Could you walk me through your reasoning on why this particular hunk is
OK?
> @@ -1327,10 +1323,8 @@ void run_active_slot(struct active_request_slot *slot)
> fd_set excfds;
> int max_fd;
> struct timeval select_timeout;
> - int finished = 0;
>
> - slot->finished = &finished;
> - while (!finished) {
> + while (slot->in_use) {
> step_active_slots();
>
> if (slot->in_use) {
This part of the diff looks OK to me; you're just swapping the use of
'!finished' with 'slot->in_use', which makes sense *assuming* that they
are truly mirror images of each other.
The rest of the diff looks good to me, but I do think we should nail
down an answer to the question that I posed earlier in this message
first.
Thanks,
Taylor
next prev parent reply other threads:[~2022-01-26 21:59 UTC|newest]

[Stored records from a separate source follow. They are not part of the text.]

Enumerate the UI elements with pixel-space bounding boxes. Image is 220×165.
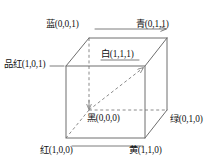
vertex-label-blue: 蓝(0,0,1) [46,20,79,29]
edge-blue-magenta [66,38,89,66]
leader-lines-group [50,29,166,146]
vertex-label-white: 白(1,1,1) [101,50,134,59]
edge-black-red [66,110,89,138]
rgb-color-cube-figure: 蓝(0,0,1) 青(0,1,1) 品红(1,0,1) 白(1,1,1) 黑(0… [0,0,220,165]
vertex-label-cyan: 青(0,1,1) [136,20,169,29]
vertex-label-magenta: 品红(1,0,1) [4,60,45,69]
cube-drawing [0,0,220,165]
vertex-label-red: 红(1,0,0) [40,146,73,155]
edge-cyan-white [145,38,167,66]
front-face-rect [66,66,145,138]
vertex-label-black: 黑(0,0,0) [87,114,120,123]
vertex-label-green: 绿(0,1,0) [170,115,203,124]
vertex-label-yellow: 黄(1,1,0) [129,146,162,155]
edge-green-yellow [145,110,167,138]
edge-black-white-diagonal [89,68,143,110]
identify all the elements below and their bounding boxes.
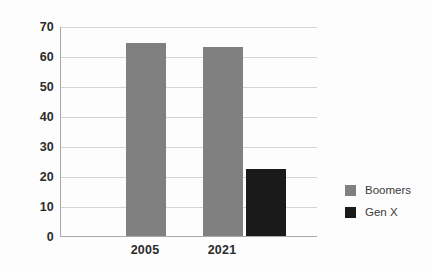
legend: BoomersGen X — [345, 182, 411, 226]
y-axis-tick-label: 0 — [8, 230, 54, 244]
gridline — [61, 27, 317, 28]
y-axis-tick-label: 20 — [8, 170, 54, 184]
y-axis-tick-label: 50 — [8, 80, 54, 94]
bar-gen-x-2021 — [246, 169, 286, 237]
y-axis-tick-label: 40 — [8, 110, 54, 124]
y-axis-tick-label: 10 — [8, 200, 54, 214]
y-axis-tick-label: 70 — [8, 20, 54, 34]
gridline — [61, 147, 317, 148]
x-axis-tick-label: 2021 — [182, 243, 262, 257]
legend-label: Boomers — [365, 184, 411, 196]
legend-item[interactable]: Boomers — [345, 182, 411, 198]
bar-boomers-2005 — [126, 43, 166, 237]
bar-boomers-2021 — [203, 47, 243, 236]
legend-label: Gen X — [365, 206, 398, 218]
plot-area — [60, 27, 317, 237]
x-axis-tick-label: 2005 — [105, 243, 185, 257]
y-axis-tick-label: 30 — [8, 140, 54, 154]
gridline — [61, 117, 317, 118]
y-axis: 010203040506070 — [0, 27, 54, 237]
gridline — [61, 57, 317, 58]
gridline — [61, 87, 317, 88]
y-axis-tick-label: 60 — [8, 50, 54, 64]
bar-chart: 010203040506070 20052021 BoomersGen X — [0, 0, 431, 273]
legend-swatch-icon — [345, 207, 356, 218]
legend-swatch-icon — [345, 185, 356, 196]
legend-item[interactable]: Gen X — [345, 204, 411, 220]
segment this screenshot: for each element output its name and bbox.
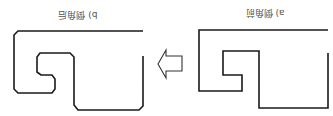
- cut-off-caption: [110, 0, 230, 2]
- shape-before-chamfer: [199, 30, 328, 108]
- arrow-left-icon: [158, 50, 182, 78]
- label-before-chamfer: a) 倒角前: [242, 8, 288, 18]
- label-after-chamfer: b) 倒角后: [55, 10, 101, 20]
- shape-after-chamfer: [14, 31, 143, 110]
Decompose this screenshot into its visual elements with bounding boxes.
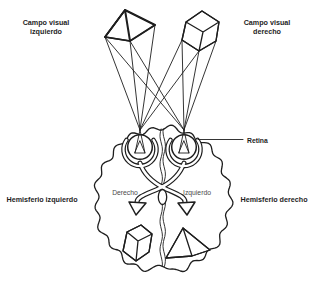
retina-label: Retina xyxy=(247,137,268,144)
cube-object xyxy=(182,11,219,51)
chiasm-stem xyxy=(158,190,166,205)
brain-left-field-label: Derecho xyxy=(112,189,138,196)
pyramid-object xyxy=(105,10,155,41)
left-visual-field-label-line1: Campo visual xyxy=(23,18,70,27)
visual-pathway-diagram: Campo visual izquierdo Campo visual dere… xyxy=(0,0,316,281)
left-visual-field-label-line2: izquierdo xyxy=(30,27,63,36)
right-hemisphere-label: Hemisferio derecho xyxy=(240,195,308,204)
right-visual-field-label-line1: Campo visual xyxy=(244,18,291,27)
right-visual-field-label-line2: derecho xyxy=(253,27,282,36)
left-hemisphere-label: Hemisferio izquierdo xyxy=(6,195,78,204)
left-eye xyxy=(128,135,153,160)
diagram-canvas: Campo visual izquierdo Campo visual dere… xyxy=(0,0,316,281)
right-eye xyxy=(172,135,197,160)
brain-right-field-label: Izquierdo xyxy=(183,189,211,197)
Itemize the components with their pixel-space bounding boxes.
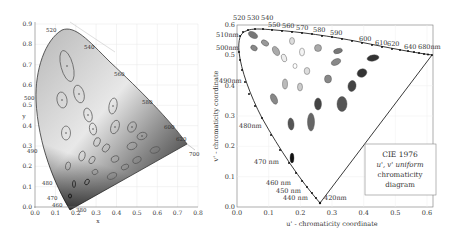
svg-text:0.1: 0.1 xyxy=(22,183,32,190)
svg-text:580: 580 xyxy=(142,99,153,105)
svg-text:520: 520 xyxy=(46,27,57,33)
right-legend-box: CIE 1976 u', v' uniform chromaticity dia… xyxy=(365,144,436,195)
left-chart: 0.0 0.1 0.2 0.3 0.4 0.5 0.6 0.7 0.8 x 0.… xyxy=(21,20,203,224)
svg-text:0.1: 0.1 xyxy=(264,209,274,217)
svg-text:0.7: 0.7 xyxy=(22,61,32,68)
svg-text:460 nm: 460 nm xyxy=(266,179,291,187)
svg-text:0.3: 0.3 xyxy=(91,209,101,216)
svg-text:0.6: 0.6 xyxy=(225,21,235,29)
svg-text:0.8: 0.8 xyxy=(193,209,203,216)
svg-text:0.0: 0.0 xyxy=(30,209,40,216)
svg-text:560: 560 xyxy=(282,22,294,30)
svg-text:0.3: 0.3 xyxy=(327,209,337,217)
svg-text:540: 540 xyxy=(84,44,95,50)
svg-text:380: 380 xyxy=(76,207,87,213)
svg-text:0.7: 0.7 xyxy=(173,209,183,216)
svg-text:0.4: 0.4 xyxy=(112,209,122,216)
svg-text:490: 490 xyxy=(27,148,38,154)
svg-text:0.2: 0.2 xyxy=(295,209,305,217)
svg-text:0.4: 0.4 xyxy=(22,122,32,129)
svg-text:0.5: 0.5 xyxy=(225,51,235,59)
svg-text:520: 520 xyxy=(233,14,245,22)
svg-text:diagram: diagram xyxy=(385,181,415,189)
svg-text:700: 700 xyxy=(189,151,200,157)
svg-text:chromaticity: chromaticity xyxy=(378,171,423,179)
svg-text:0.5: 0.5 xyxy=(132,209,142,216)
right-chart: 0.0 0.1 0.2 0.3 0.4 0.5 0.6 v' - chromat… xyxy=(212,14,441,228)
svg-text:0.9: 0.9 xyxy=(22,20,32,27)
svg-text:0.0: 0.0 xyxy=(232,209,242,217)
svg-text:480nm: 480nm xyxy=(239,122,262,130)
right-x-tick-labels: 0.0 0.1 0.2 0.3 0.4 0.5 0.6 xyxy=(232,209,432,217)
svg-text:0.6: 0.6 xyxy=(153,209,163,216)
svg-text:0.1: 0.1 xyxy=(51,209,61,216)
svg-text:0.6: 0.6 xyxy=(422,209,432,217)
svg-text:0.1: 0.1 xyxy=(225,173,235,181)
left-x-tick-labels: 0.0 0.1 0.2 0.3 0.4 0.5 0.6 0.7 0.8 xyxy=(30,209,203,216)
svg-text:0.6: 0.6 xyxy=(22,81,32,88)
svg-text:550: 550 xyxy=(268,21,280,29)
svg-text:640: 640 xyxy=(404,43,416,51)
svg-text:600: 600 xyxy=(359,35,371,43)
svg-text:0.5: 0.5 xyxy=(390,209,400,217)
svg-text:440 nm: 440 nm xyxy=(283,194,308,202)
right-x-axis-label: u' - chromaticity coordinate xyxy=(286,220,377,228)
svg-text:680nm: 680nm xyxy=(418,43,441,51)
chromaticity-figure: 0.0 0.1 0.2 0.3 0.4 0.5 0.6 0.7 0.8 x 0.… xyxy=(0,0,458,237)
svg-text:590: 590 xyxy=(330,29,342,37)
svg-text:470: 470 xyxy=(47,195,58,201)
svg-text:480: 480 xyxy=(42,180,53,186)
svg-text:620: 620 xyxy=(387,40,399,48)
svg-text:0.2: 0.2 xyxy=(22,162,32,169)
svg-text:510nm: 510nm xyxy=(216,31,239,39)
svg-text:570: 570 xyxy=(296,24,308,32)
left-y-axis-label: y xyxy=(21,112,26,120)
svg-text:0.2: 0.2 xyxy=(225,142,235,150)
svg-text:580: 580 xyxy=(313,26,325,34)
svg-text:0.0: 0.0 xyxy=(22,203,32,210)
svg-text:600: 600 xyxy=(164,124,175,130)
svg-text:420nm: 420nm xyxy=(324,194,347,202)
svg-text:530: 530 xyxy=(247,14,259,22)
svg-text:490nm: 490nm xyxy=(219,77,242,85)
svg-text:0.3: 0.3 xyxy=(225,112,235,120)
left-x-axis-label: x xyxy=(96,217,100,224)
svg-text:620: 620 xyxy=(176,136,187,142)
svg-text:u', v' uniform: u', v' uniform xyxy=(376,161,423,169)
svg-text:CIE 1976: CIE 1976 xyxy=(382,150,418,159)
svg-text:610: 610 xyxy=(375,39,387,47)
svg-text:560: 560 xyxy=(114,71,125,77)
svg-text:460: 460 xyxy=(52,202,63,208)
svg-text:0.5: 0.5 xyxy=(22,101,32,108)
svg-text:0.4: 0.4 xyxy=(359,209,369,217)
svg-text:500nm: 500nm xyxy=(216,44,239,52)
svg-text:470 nm: 470 nm xyxy=(254,158,279,166)
svg-text:500: 500 xyxy=(24,95,35,101)
svg-text:0.8: 0.8 xyxy=(22,40,32,47)
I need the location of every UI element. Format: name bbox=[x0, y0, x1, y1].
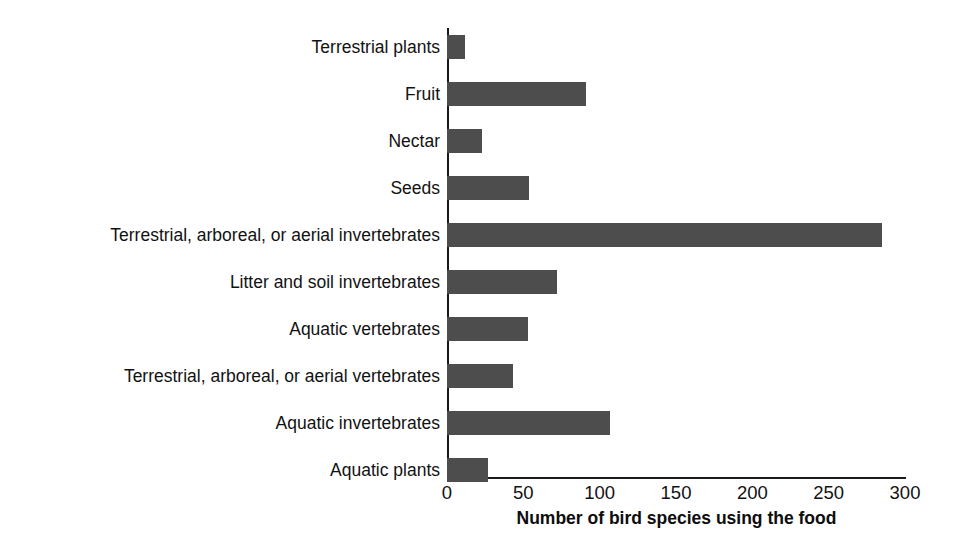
bar-row: Aquatic vertebrates bbox=[447, 317, 905, 341]
x-axis-tick-label: 50 bbox=[483, 482, 563, 504]
bar-row: Aquatic plants bbox=[447, 458, 905, 482]
bar bbox=[447, 223, 882, 247]
bar bbox=[447, 317, 528, 341]
x-axis-tick-label: 150 bbox=[636, 482, 716, 504]
bar-category-label: Aquatic vertebrates bbox=[289, 317, 440, 341]
bar-row: Terrestrial, arboreal, or aerial inverte… bbox=[447, 223, 905, 247]
bar bbox=[447, 411, 610, 435]
bar bbox=[447, 270, 557, 294]
bar-category-label: Seeds bbox=[390, 176, 440, 200]
bar-category-label: Litter and soil invertebrates bbox=[230, 270, 440, 294]
bar bbox=[447, 35, 465, 59]
bar-row: Fruit bbox=[447, 82, 905, 106]
bar-row: Terrestrial, arboreal, or aerial vertebr… bbox=[447, 364, 905, 388]
bar bbox=[447, 176, 529, 200]
bar-category-label: Nectar bbox=[388, 129, 440, 153]
x-axis-title: Number of bird species using the food bbox=[447, 508, 906, 529]
bar-row: Litter and soil invertebrates bbox=[447, 270, 905, 294]
x-axis-tick-label: 200 bbox=[712, 482, 792, 504]
bar bbox=[447, 129, 482, 153]
x-axis-tick-label: 250 bbox=[789, 482, 869, 504]
bar-chart-figure: Terrestrial plantsFruitNectarSeedsTerres… bbox=[0, 0, 954, 556]
bar-category-label: Terrestrial plants bbox=[312, 35, 440, 59]
plot-area: Terrestrial plantsFruitNectarSeedsTerres… bbox=[447, 28, 905, 477]
bar-category-label: Aquatic invertebrates bbox=[276, 411, 440, 435]
bar-row: Seeds bbox=[447, 176, 905, 200]
x-axis-tick-label: 100 bbox=[560, 482, 640, 504]
bar-category-label: Terrestrial, arboreal, or aerial vertebr… bbox=[124, 364, 440, 388]
bar-category-label: Fruit bbox=[405, 82, 440, 106]
bar-row: Aquatic invertebrates bbox=[447, 411, 905, 435]
x-axis-tick-label: 300 bbox=[865, 482, 945, 504]
bar bbox=[447, 82, 586, 106]
x-axis-tick-label: 0 bbox=[407, 482, 487, 504]
bar-row: Terrestrial plants bbox=[447, 35, 905, 59]
bar-category-label: Aquatic plants bbox=[330, 458, 440, 482]
bar-category-label: Terrestrial, arboreal, or aerial inverte… bbox=[110, 223, 440, 247]
bar bbox=[447, 364, 513, 388]
bar-row: Nectar bbox=[447, 129, 905, 153]
bar bbox=[447, 458, 488, 482]
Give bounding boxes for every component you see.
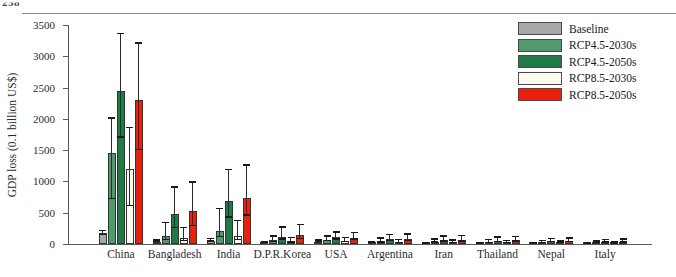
bar-item[interactable] xyxy=(377,25,385,244)
legend-label: RCP8.5-2050s xyxy=(569,89,636,101)
error-bar-cap-bottom xyxy=(234,239,241,240)
error-bar-cap-bottom xyxy=(315,241,322,242)
y-axis-title: GDP loss (0.1 billion US$) xyxy=(6,72,18,197)
x-axis-line xyxy=(68,244,652,245)
error-bar-cap-top xyxy=(593,240,600,241)
error-bar-cap-top xyxy=(351,232,358,233)
legend-item[interactable]: RCP8.5-2030s xyxy=(518,72,636,85)
error-bar-cap-bottom xyxy=(324,240,331,241)
bar-item[interactable] xyxy=(99,25,107,244)
y-tick-label-2500: 2500 xyxy=(33,82,55,94)
error-bar-cap-top xyxy=(485,239,492,240)
x-tick-label: China xyxy=(107,248,134,260)
error-bar-cap-bottom xyxy=(395,242,402,243)
bar-item[interactable] xyxy=(476,25,484,244)
bar-item[interactable] xyxy=(189,25,197,244)
bar-item[interactable] xyxy=(368,25,376,244)
bar-item[interactable] xyxy=(243,25,251,244)
error-bar-cap-bottom xyxy=(243,214,250,215)
error-bar-cap-top xyxy=(476,242,483,243)
bar-item[interactable] xyxy=(440,25,448,244)
bar-item[interactable] xyxy=(341,25,349,244)
x-tick-label: USA xyxy=(325,248,348,260)
bar-group xyxy=(152,25,198,244)
bar-group xyxy=(206,25,252,244)
bar-item[interactable] xyxy=(287,25,295,244)
x-tick-label: D.P.R.Korea xyxy=(253,248,311,260)
bar-item[interactable] xyxy=(323,25,331,244)
bar-group xyxy=(367,25,413,244)
bar-item[interactable] xyxy=(350,25,358,244)
bar-item[interactable] xyxy=(225,25,233,244)
error-bar-cap-bottom xyxy=(512,240,519,241)
bar-item[interactable] xyxy=(180,25,188,244)
bar-item[interactable] xyxy=(296,25,304,244)
bar-item[interactable] xyxy=(494,25,502,244)
x-tick-label: Thailand xyxy=(477,248,518,260)
error-bar-cap-bottom xyxy=(593,242,600,243)
bar-item[interactable] xyxy=(404,25,412,244)
bar-item[interactable] xyxy=(126,25,134,244)
error-bar-cap-top xyxy=(503,240,510,241)
error-bar-cap-bottom xyxy=(602,241,609,242)
x-tick-label: Iran xyxy=(434,248,453,260)
bar-item[interactable] xyxy=(332,25,340,244)
x-tick-label: Argentina xyxy=(367,248,413,260)
legend-label: RCP4.5-2030s xyxy=(569,39,636,51)
error-bar-cap-bottom xyxy=(180,240,187,241)
error-bar-cap-bottom xyxy=(548,241,555,242)
bar-item[interactable] xyxy=(171,25,179,244)
error-bar-cap-bottom xyxy=(440,240,447,241)
bar-item[interactable] xyxy=(117,25,125,244)
error-bar-cap-bottom xyxy=(539,242,546,243)
error-bar-cap-top xyxy=(404,233,411,234)
bar-item[interactable] xyxy=(314,25,322,244)
bar-item[interactable] xyxy=(153,25,161,244)
bar-item[interactable] xyxy=(216,25,224,244)
error-bar-cap-bottom xyxy=(207,240,214,241)
error-bar-cap-top xyxy=(243,164,250,165)
error-bar-cap-bottom xyxy=(449,242,456,243)
error-bar-cap-top xyxy=(512,236,519,237)
error-bar-cap-bottom xyxy=(342,241,349,242)
error-bar-cap-top xyxy=(288,237,295,238)
error-bar-cap-top xyxy=(449,239,456,240)
error-bar-cap-bottom xyxy=(566,241,573,242)
legend-label: Baseline xyxy=(569,23,609,35)
legend-item[interactable]: RCP4.5-2050s xyxy=(518,55,636,68)
bar-item[interactable] xyxy=(269,25,277,244)
legend-swatch xyxy=(518,72,562,85)
error-bar-cap-bottom xyxy=(117,136,124,137)
error-bar-cap-top xyxy=(315,239,322,240)
bar-item[interactable] xyxy=(422,25,430,244)
bar-item[interactable] xyxy=(449,25,457,244)
error-bar-cap-top xyxy=(377,237,384,238)
error-bar-cap-bottom xyxy=(126,205,133,206)
error-bar-cap-bottom xyxy=(279,238,286,239)
error-bar-cap-bottom xyxy=(611,242,618,243)
y-tick-0: 0 xyxy=(63,244,68,245)
bar-group xyxy=(313,25,359,244)
bar-item[interactable] xyxy=(135,25,143,244)
legend-item[interactable]: Baseline xyxy=(518,22,636,35)
bar-item[interactable] xyxy=(485,25,493,244)
error-bar xyxy=(192,183,193,227)
bar-item[interactable] xyxy=(278,25,286,244)
bar-item[interactable] xyxy=(386,25,394,244)
error-bar xyxy=(138,44,139,150)
error-bar-cap-bottom xyxy=(225,216,232,217)
bar-item[interactable] xyxy=(234,25,242,244)
legend-item[interactable]: RCP8.5-2050s xyxy=(518,88,636,101)
bar-item[interactable] xyxy=(458,25,466,244)
y-tick-label-1500: 1500 xyxy=(33,144,55,156)
bar-item[interactable] xyxy=(260,25,268,244)
bar-item[interactable] xyxy=(108,25,116,244)
bar-item[interactable] xyxy=(431,25,439,244)
bar-item[interactable] xyxy=(207,25,215,244)
bar-item[interactable] xyxy=(503,25,511,244)
error-bar-cap-top xyxy=(602,239,609,240)
error-bar-cap-bottom xyxy=(333,238,340,239)
bar-item[interactable] xyxy=(162,25,170,244)
bar-item[interactable] xyxy=(395,25,403,244)
legend-item[interactable]: RCP4.5-2030s xyxy=(518,39,636,52)
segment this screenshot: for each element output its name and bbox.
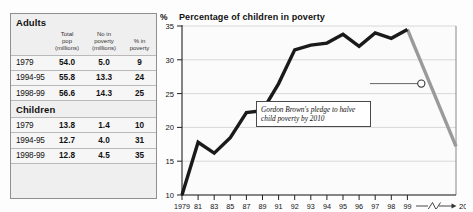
poverty-statistics-table: Adults Total pop (millions) No in povert… — [10, 13, 157, 199]
cell-pct-in-poverty: 35 — [123, 148, 156, 163]
cell-no-in-poverty: 4.0 — [85, 133, 123, 148]
arrow-head-icon — [452, 204, 457, 209]
cell-no-in-poverty: 14.3 — [85, 85, 123, 100]
plot-area: 35 30 25 20 15 10 — [160, 20, 466, 209]
y-tick-label: 35 — [166, 22, 174, 31]
header-no-in-poverty-l2: poverty — [86, 38, 122, 45]
cell-total-pop: 12.8 — [49, 148, 85, 163]
x-tick-label: 1979 — [174, 202, 190, 209]
header-no-in-poverty: No in poverty (millions) — [85, 30, 123, 55]
header-no-in-poverty-l3: (millions) — [86, 45, 122, 52]
pledge-target-marker — [418, 80, 425, 87]
axis-break-icon — [428, 203, 441, 210]
cell-no-in-poverty: 1.4 — [85, 118, 123, 133]
cell-no-in-poverty: 5.0 — [85, 55, 123, 70]
x-end-label: 2010 — [459, 202, 466, 209]
table-footer-spacer — [11, 163, 156, 175]
annotation-line-1: Gordon Brown's pledge to halve — [261, 105, 366, 114]
y-axis-labels: 35 30 25 20 15 10 — [166, 22, 174, 200]
table-section-header-adults: Adults — [11, 14, 156, 30]
cell-pct-in-poverty: 9 — [123, 55, 156, 70]
cell-total-pop: 55.8 — [49, 70, 85, 85]
x-tick-label: 81 — [194, 202, 202, 209]
cell-total-pop: 56.6 — [49, 85, 85, 100]
cell-total-pop: 12.7 — [49, 133, 85, 148]
cell-year: 1979 — [11, 118, 49, 133]
header-total-pop: Total pop (millions) — [49, 30, 85, 55]
x-tick-label: 99 — [403, 202, 411, 209]
x-axis-labels: 1979 81 83 85 87 89 91 92 93 94 95 96 97… — [174, 202, 411, 209]
table-row: 1979 54.0 5.0 9 — [11, 55, 156, 70]
header-no-in-poverty-l1: No in — [86, 31, 122, 38]
x-axis-break-and-arrow: 2010 — [416, 202, 466, 209]
cell-total-pop: 54.0 — [49, 55, 85, 70]
cell-pct-in-poverty: 31 — [123, 133, 156, 148]
x-axis-ticks — [182, 195, 407, 200]
table-column-headers: Total pop (millions) No in poverty (mill… — [11, 30, 156, 55]
table-row: 1994-95 55.8 13.3 24 — [11, 70, 156, 85]
table-section-header-children: Children — [11, 101, 156, 118]
annotation-line-2: child poverty by 2010 — [261, 114, 366, 123]
y-tick-label: 15 — [166, 157, 174, 166]
cell-no-in-poverty: 13.3 — [85, 70, 123, 85]
header-pct-in-poverty-l1: % in — [124, 38, 155, 45]
cell-total-pop: 13.8 — [49, 118, 85, 133]
cell-pct-in-poverty: 25 — [123, 85, 156, 100]
header-total-pop-l2: pop — [50, 38, 84, 45]
x-tick-label: 98 — [387, 202, 395, 209]
poverty-line-chart: % Percentage of children in poverty — [160, 4, 466, 209]
cell-year: 1998-99 — [11, 148, 49, 163]
x-tick-label: 95 — [339, 202, 347, 209]
x-tick-label: 89 — [259, 202, 267, 209]
cell-year: 1994-95 — [11, 70, 49, 85]
y-tick-label: 10 — [166, 191, 174, 200]
y-tick-label: 20 — [166, 123, 174, 132]
table-row: 1998-99 56.6 14.3 25 — [11, 85, 156, 100]
figure-root: Adults Total pop (millions) No in povert… — [0, 0, 473, 212]
x-tick-label: 96 — [355, 202, 363, 209]
cell-year: 1994-95 — [11, 133, 49, 148]
header-total-pop-l1: Total — [50, 31, 84, 38]
cell-year: 1998-99 — [11, 85, 49, 100]
x-tick-label: 91 — [275, 202, 283, 209]
cell-no-in-poverty: 4.5 — [85, 148, 123, 163]
annotation-callout: Gordon Brown's pledge to halve child pov… — [256, 101, 371, 127]
cell-pct-in-poverty: 10 — [123, 118, 156, 133]
x-tick-label: 94 — [323, 202, 331, 209]
cell-pct-in-poverty: 24 — [123, 70, 156, 85]
table-row: 1994-95 12.7 4.0 31 — [11, 133, 156, 148]
x-tick-label: 93 — [307, 202, 315, 209]
y-axis-ticks — [177, 26, 182, 195]
header-total-pop-l3: (millions) — [50, 45, 84, 52]
table-row: 1979 13.8 1.4 10 — [11, 118, 156, 133]
x-tick-label: 83 — [210, 202, 218, 209]
header-blank — [11, 30, 49, 55]
header-pct-in-poverty: % in poverty — [123, 30, 156, 55]
header-pct-in-poverty-l2: poverty — [124, 45, 155, 52]
x-tick-label: 85 — [226, 202, 234, 209]
y-tick-label: 25 — [166, 90, 174, 99]
table-row: 1998-99 12.8 4.5 35 — [11, 148, 156, 163]
y-tick-label: 30 — [166, 56, 174, 65]
cell-year: 1979 — [11, 55, 49, 70]
section-title-children: Children — [11, 101, 156, 118]
x-tick-label: 87 — [242, 202, 250, 209]
x-tick-label: 97 — [371, 202, 379, 209]
x-tick-label: 92 — [291, 202, 299, 209]
section-title-adults: Adults — [11, 14, 156, 30]
table: Adults Total pop (millions) No in povert… — [11, 14, 156, 175]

Thread overview: 15+ messages / expand[flat|nested] mbox.gz Atom feed top
2022-01-26 21:30 [PATCH] http API: fix dangling pointer issue noted by GCC 12.0 Ævar Arnfjörð Bjarmason
2022-01-26 21:59 ` Taylor Blau [this message]
2022-01-27 0:50 ` Junio C Hamano
2022-01-27 0:57 ` Junio C Hamano
2022-01-27 3:45 ` Ævar Arnfjörð Bjarmason
2022-01-27 18:23 ` Junio C Hamano
2022-02-25 9:09 ` [PATCH v2] " Ævar Arnfjörð Bjarmason
2022-02-25 22:58 ` Junio C Hamano
2022-02-26 18:01 ` Taylor Blau
2022-03-25 14:34 ` [PATCH v3] " Ævar Arnfjörð Bjarmason
2022-03-25 18:11 ` Taylor Blau
2022-03-26 0:13 ` Junio C Hamano
2022-04-14 15:27 ` Ævar Arnfjörð Bjarmason
2022-04-14 17:04 ` Junio C Hamano
2022-04-15 13:30 ` Ævar Arnfjörð Bjarmason
Reply instructions:
You may reply publicly to this message via plain-text email
using any one of the following methods:
* Save the following mbox file, import it into your mail client,
and reply-to-all from there: mbox
Avoid top-posting and favor interleaved quoting:
https://en.wikipedia.org/wiki/Posting_style#Interleaved_style
* Reply using the --to, --cc, and --in-reply-to
switches of git-send-email(1):
git send-email \
--in-reply-to=YfHERK0RUwVjM963@nand.local \
--to=me@ttaylorr.com \
--cc=avarab@gmail.com \
--cc=git@vger.kernel.org \
--cc=gitster@pobox.com \
/path/to/YOUR_REPLY
https://kernel.org/pub/software/scm/git/docs/git-send-email.html
* If your mail client supports setting the In-Reply-To header
via mailto: links, try the mailto: link
Be sure your reply has a Subject: header at the top and a blank line
before the message body.
This is an external index of several public inboxes,
see mirroring instructions on how to clone and mirror
all data and code used by this external index.